Joe Biden’s Folly: Taxing The Rich Doesn’t Pay

We are used to thinking that governments raise taxes or issue bonds in order to spend. Not so, writes Paul Sheard.

U.S. President Joe Biden speaks at a joint session of Congress in Washington, D.C., U.S., on April 28, 2021. (Photographer: Chip Somodevilla/Getty Images/Bloomberg)

The Biden Administration aims to pay for its ambitious array of new spending by ‘taxing the rich’. It doesn’t work that way. Society pays for new government programmes via the opportunity cost of not being able to use the resources for other purposes.

We are used to thinking that governments raise taxes or issue bonds in order to spend. Not so. Governments use taxes to do three things: redistribute income; encourage or discourage various activities; and modulate aggregate demand. They issue bonds so as to separate monetary and fiscal functions within the government and create a check on governments’ money printing.

The problem with taxing the rich is that doing so does not garner anywhere nearly enough resources to launch or expand society-wide government programmes. Relative to the size of the economy as a whole, there are too few rich, they directly consume too few resources, and the amount of their consumption is insufficiently responsive to changes in their wealth.

Take the uber-rich, whose net worth runs into the billions if not tens of billions of dollars. It is tempting for politicians to think that if they could just get their hands on a chunk of that money they could fund such and such a programme. But it is real economic resources – labour, capital, and ingenuity – that programs need, not money per se.

The resources that will be freed up directly by taxing the very rich are minimal: they have a marginal propensity to consume of zero or close to it.

The uber-rich are the worst candidates to be taxed if the purpose is to free up resources.

If you give short shrift to ‘trickle-down economics,’ forget about ‘soaking the rich’.

Also Read: What Financial Advisers Are Telling Rich Clients About Biden’s Tax Hike

Similarly with corporations. Imposing higher taxes on corporations in a market economy will just lead firms to try to recoup some of the lost profitability by raising prices and investing less, and cause share prices to be lower. Every first-year microeconomics student learns the important distinction between who a tax is imposed on and who ends up paying it, and that taxes impose a cost on society in foregone activity (‘deadweight losses’). Again, not a great way to generate new resources.

Those who see taxing the rich as an easy way to pay for new government programmes confuse paper wealth with real resources.
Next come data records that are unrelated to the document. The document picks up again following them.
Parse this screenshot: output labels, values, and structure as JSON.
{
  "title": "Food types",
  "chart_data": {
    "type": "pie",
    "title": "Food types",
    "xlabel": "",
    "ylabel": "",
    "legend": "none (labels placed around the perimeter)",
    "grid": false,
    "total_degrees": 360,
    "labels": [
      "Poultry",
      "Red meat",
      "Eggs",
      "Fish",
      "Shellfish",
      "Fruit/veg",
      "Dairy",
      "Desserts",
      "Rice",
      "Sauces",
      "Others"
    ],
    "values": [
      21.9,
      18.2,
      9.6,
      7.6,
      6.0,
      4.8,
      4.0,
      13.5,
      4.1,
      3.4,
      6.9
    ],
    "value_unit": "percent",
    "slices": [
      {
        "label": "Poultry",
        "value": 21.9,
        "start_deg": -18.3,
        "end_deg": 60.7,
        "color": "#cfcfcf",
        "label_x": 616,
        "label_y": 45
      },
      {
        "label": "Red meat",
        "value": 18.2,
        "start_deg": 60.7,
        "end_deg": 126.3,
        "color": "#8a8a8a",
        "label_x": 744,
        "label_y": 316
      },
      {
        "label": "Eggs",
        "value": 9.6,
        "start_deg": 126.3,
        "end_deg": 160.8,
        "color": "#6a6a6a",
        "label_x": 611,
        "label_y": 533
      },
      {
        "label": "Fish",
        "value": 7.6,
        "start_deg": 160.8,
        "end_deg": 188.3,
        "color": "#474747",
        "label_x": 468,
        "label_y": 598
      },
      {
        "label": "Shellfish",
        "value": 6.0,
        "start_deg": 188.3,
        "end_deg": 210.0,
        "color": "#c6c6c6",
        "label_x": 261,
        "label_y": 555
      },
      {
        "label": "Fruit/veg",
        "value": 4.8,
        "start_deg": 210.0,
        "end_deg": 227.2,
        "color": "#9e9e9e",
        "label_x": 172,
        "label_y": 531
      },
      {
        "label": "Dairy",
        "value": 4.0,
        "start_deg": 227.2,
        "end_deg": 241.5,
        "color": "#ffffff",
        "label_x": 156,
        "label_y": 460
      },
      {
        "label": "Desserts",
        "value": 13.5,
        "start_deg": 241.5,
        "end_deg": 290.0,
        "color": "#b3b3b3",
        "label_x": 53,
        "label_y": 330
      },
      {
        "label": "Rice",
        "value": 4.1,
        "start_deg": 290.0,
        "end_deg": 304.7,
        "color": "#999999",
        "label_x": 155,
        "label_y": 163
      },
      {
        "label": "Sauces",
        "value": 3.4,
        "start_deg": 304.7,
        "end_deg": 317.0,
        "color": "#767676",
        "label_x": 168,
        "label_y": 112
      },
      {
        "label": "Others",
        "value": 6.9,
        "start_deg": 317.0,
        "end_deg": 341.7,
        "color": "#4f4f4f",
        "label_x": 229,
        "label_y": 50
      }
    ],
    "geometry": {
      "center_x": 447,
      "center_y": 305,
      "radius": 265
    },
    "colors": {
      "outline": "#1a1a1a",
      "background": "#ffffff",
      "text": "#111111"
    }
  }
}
The top five stocks in the S&P 500 index are all Big Tech behemoths and several of their founders have reported net worth in the $100 billion or more zip-code. Most of that wealth corresponds to the stock market valuation of the companies they own. That valuation represents the present discounted of the expected future earnings of those companies, earnings that rest on the expectation of there being satisfied customers as far as the eye can see.

This wealth, while representing one of the marvels of the free enterprise capitalist system, does not represent resources that can be commandeered to produce more output today, so there is no point taxing it for that purpose.

Suppose the U.S. federal government was able to wave a magic wand and get its hands on a trillion dollars of the stock market wealth of half a dozen Big Tech entrepreneurs and, unlikely though it would be, ensured that the act of doing so did not erode that wealth.

Having that paper wealth would release no resources per se and, given that it can produce dollars at will, give the government no more command over society’s real resources than it already had.

True, the government could sell the shares and use the proceeds to hire teachers, doctors, and nurses, and fund infrastructure projects, but its ability to do so hinges on the availability of the resources not the source of the money used to acquire them.

There are reasons for society to be concerned about a small number of individuals accumulating vast financial wealth, the ability and temptation to leverage that economic and financial power for political purposes probably being at the top of the list.

Also Read: Biden’s Tax-and-Spend Plans Are Big, But Wealth Gaps Are Bigger

If the Biden Administration wants to launch or expand a clutch of government spending programmes, there are only three ways to ‘pay for’ them.

One is to eat into the ‘economic slack’ generated by the Covid-19 slump, the current theory of the stimulus case. A second is to call forth more resources (grow the workforce by immigration and by raising the labour force participation rate) and boost productivity by promoting technological innovation and high-powered market incentives. Both processes have limits and neither is helped by raising taxes.

Which leaves the third: divert resources from existing uses. Herein lies the underappreciated role of monetary policy and the aggregate demand management part of fiscal policy. Sooner or later the economy will reach full employment and start to overheat. Then the Federal Reserve will need to raise interest rates, and the Congress and the Administration may decide to raise taxes, to rein in an overheating economy.

Also Read: Biden Tax Rule Would Rip Billions From Big Fortunes at Death

It is the resources that become available when tighter monetary and fiscal policy suppress economic activity across the board, that will ‘pay for’ any new permanent spending programmes, and very little of these will come from ‘the rich’.

Paul Sheard is a research fellow at Harvard Kennedy School and former chief economist at S&P Global, Nomura Securities, and Lehman Brothers.

The views expressed here are those of the author, and do not necessarily represent the views of BloombergQuint or its editorial team.